Q2: To be honest my preference would be to move the exactly opposite way and get rid of put entirely. State changes pollute semantics and introduce many corner cases. I like how Elm does it by going fully reactive and moving all external interactions away to events. This would be a drastic paradigm shift though.

The in-place record update syntax may look enticing and obvious in a sense, but it contributes to embracing imperative programming. We don’t really want that. However, I am aware how painful it is to update nested records - currently a good solution is to split the process to intermediate steps by constructing the final value with lets and using one put at the end. It’s annoying, but at least makes things explicit.

What I would rather do in the current situation is to think how we could improve pure updates of records.
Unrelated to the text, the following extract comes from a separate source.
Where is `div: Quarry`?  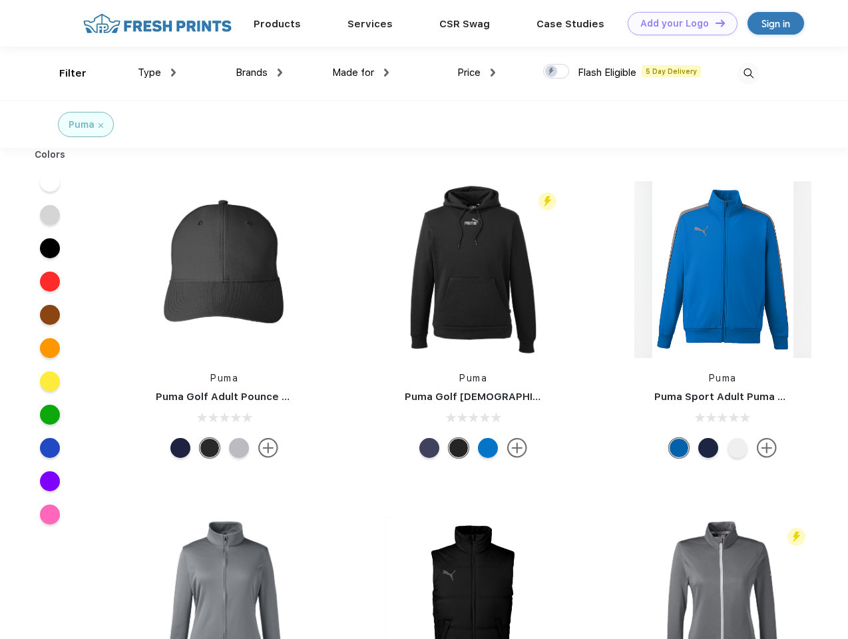
div: Quarry is located at coordinates (239, 448).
There is already nice syntax for flat updates, but maybe we could think about something for reaching deeper. I would keep the put though.

Comment/option:

The whole point of option is to consider a case where the value may not exist. If you are sure you are going to call Option.force, then why use option in the first place? Yes, there are built-in functions that return an option, so you don’t always have control over it, but that is for a reason. Some operations just “return nothing” and your code has to deal with that.
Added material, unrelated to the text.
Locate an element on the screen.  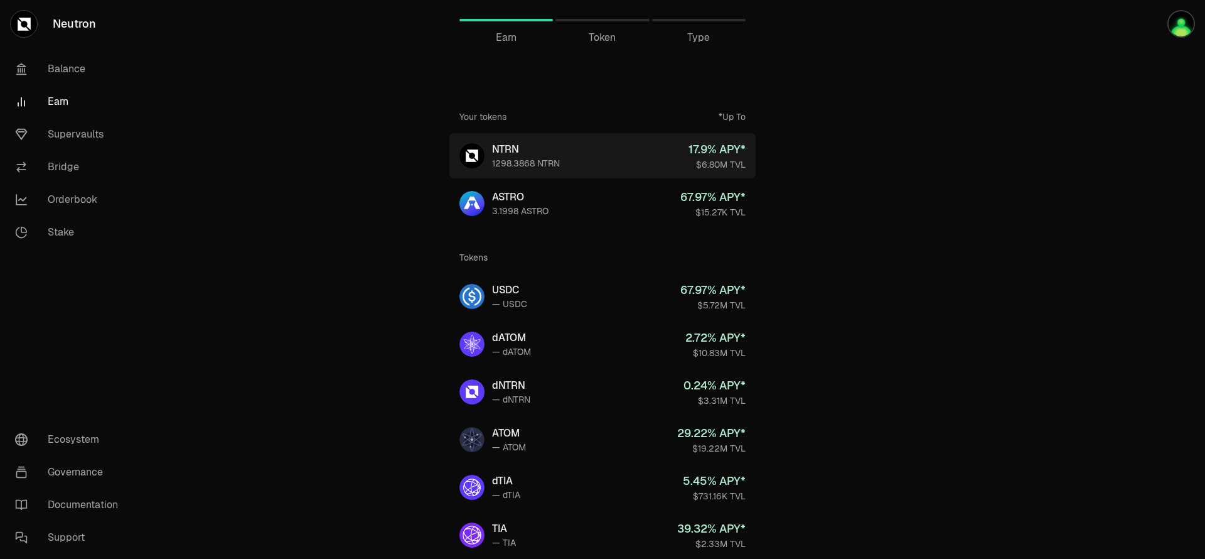
img: NTRN is located at coordinates (472, 156).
The proposal smells a lot like NULL to me, and that is an absolute cancer in literally every language that features it. If the “business logic” relies on implicit assumptions (eg that this int is in fact not an int but either an int or a None), then it’s even less readable. And by “readable” I don’t mean clarity of what the program is supposed to do, but what it actually does.

Regarding the += example:

  • If it is clear that state.x is a Some at this point, it is worth considering why it is an option in the first place. Well, it may be the case that /in general it may happen to be None, but in this particular line we know it’s a Some/. But then:
    • If it is because it has been certainly set as a Some in the very same call, then it’s a better idea to construct the final value beforehand and put it to the state as Some when it’s fully ready. Ideally you would have max one put per state field per call.
    • If it’s because you assume that this happened after some other call which had set it to Some, then in fact you don’t know it’s a Some and it’s good that Sophia forces you to consider it, or at least explicitly admit that you don’t care. Alternatively you can use Option.force_msg at the beginning of the entrypoint to extract the value and then work with it as an unpacked int.
  • If it is not clear that state.x is a Some then refer to above.
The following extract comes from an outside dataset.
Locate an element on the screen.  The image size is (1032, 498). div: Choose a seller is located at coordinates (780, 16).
Also, there is Option.map which you may find useful for doing “x+=y” safely:

put(state{ 
  x @ xo = Option.map(xo, (v) => v+y) 
}) 

We want Sophia to be primarily safe, and after that convenient. We would rather keep it a bit annoying than surprising or ambiguous. As Hans pointed out, it’s not a general-purpose language. Personally I am a fan of rich syntaxes and moving repetitive abstractions away, but here I stand for predictability, stability and explicitness. In fact, many inconveniences can be eliminated by sticking to the functional paradigm. Sophia is not and shall never be imperative, thus it should not be disappointing that using it like an imperative language comes out clunky.

Commeny/docs

100% agree and we are planning to fix it. We will add normal docstrings and feature to generate documentation. We will also revisit the language documentation. For that it would be super helpful to know what exactly is considered unclear - it is mostly all clear to us, which makes it hard to keep it informative for newcomers.

Final

Thank you a lot for the feedback. Knowing what bothers users is always very useful and so appreciated, even when we don’t agree on what exact solutions are to be taken. We are working now on a major refactor and we hope to improve the experience by a lot.